CAMRA and ‘real ale’

What is CAMRA?

CAMRA, the Campaign for Real Ale, is an independent, voluntary organisation that campaigns for real ale, community pubs and consumer rights.

It has more than 160,000 members across the world and supports well-run pubs as the centres of community life – whether in rural or urban areas – and believes their continued existence plays a fundamental role in UK culture.

A not-for-profit company, the organisation is financed by membership subscriptions, the sale of books and merchandise, and the proceeds from national and local beer festivals.

It is governed by a National Executive - a board of directors, who are elected or a three-year term – and has more than 200 branches across the UK, enabling members to campaign and socialise in their local area.

CAMRA also has a small professional team responsible for central campaigning, research, membership services, publishing, marketing, press and administration.

Formed in March 1971, CAMRA supports pubs as places to consume real ale (also known as cask-conditioned beer or cask ale) and to try one of over 5,500 different ales now produced across the UK.

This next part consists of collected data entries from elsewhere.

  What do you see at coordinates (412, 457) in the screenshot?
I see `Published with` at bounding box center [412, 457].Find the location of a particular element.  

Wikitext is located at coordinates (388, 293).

After its formation CAMRA coined the term 'real ale' to make it easy for people to differentiate between processed beers sold by big brewers and traditional beers whose existence was under threat.

Many pubs and brewers use the term to describe beers, but they are also called cask beers, cask-conditioned ales or even real beer.

In the pub the huge majority of real ales are served using traditional hand-pulls, rather than through modern fonts. Real ales may also be served direct from the cask, often called gravity dispense.

What makes real ale 'real'?

Real ale is a natural product brewed using traditional ingredients and left to mature in the cask (container) from which it is served in the pub through a process called secondary fermentation. It is this process which makes real ale unique and develops the tastes and aromas which differentiate them from processed beers.

There are a huge range of beer styles, each with different qualities, tastes and strengths, but each falls into one of two main categories: ale or lager. The key difference between them is the type of fermentation.

Fermentation is the process which turns the fermentable sugars in the malt into alcohol and carbon dioxide. Lagers are made using bottom-fermenting yeast, which sinks to the bottom of the fermenting vessel and fermentation takes place at a relatively low temperature. Authentic lagers then undergo a long period of cooled conditioning in special tanks.

Ales, which include bitters, milds, stouts, porters, barley wines, golden ales and old ales, use top-fermenting yeast.

The yeast forms a thick head on the top of the fermenting vessel and the process is shorter, more vigorous and carried out at higher temperatures than lager. This is the traditional method of brewing British beer.

Real ale is a natural, living product. By its nature this means it has a limited shelf life and needs to be looked after with care in the pub cellar and kept at a certain temperature to enable it to mature and bring out its full flavours.

Brewery-conditioned, or keg, beer has a longer shelf life as it is not a living product. Basically, after the beer has finished fermentation in the brewery and has been conditioned, it is chilled and filtered to remove all the yeast and then it is pasteurised to make it sterile. This is then put in a sealed container, called a keg, ready to be sent to the pub.

The problem is that removing the yeast and ‘killing off' the product through pasteurisation also removes a great deal of the taste and aroma associated with real ale.

Because there is no secondary fermentation occurring in the container there is no natural carbonation of the beer so gas, either carbon dioxide or a mixture of carbon dioxide and nitrogen, has to be added to "fizz up" the beer. This creates an unnaturally fizzy beer rather than the gentle carbonation produced by the slow secondary fermentation in a cask of real ale.

All beer is brewed from malted barley, hops, yeast and water, although other ingredients such as fruit, wheat and spices are sometimes used. The yeast turns sugars in the malt into alcohol and the hops provide the bitter flavours in beer and the flowery aroma.

The flavour of the beer depends on many things, including the types of malt and hops used, other ingredients and the yeast variety. Getting the yeast right is essential as each variety has its own distinctive effect on the beer.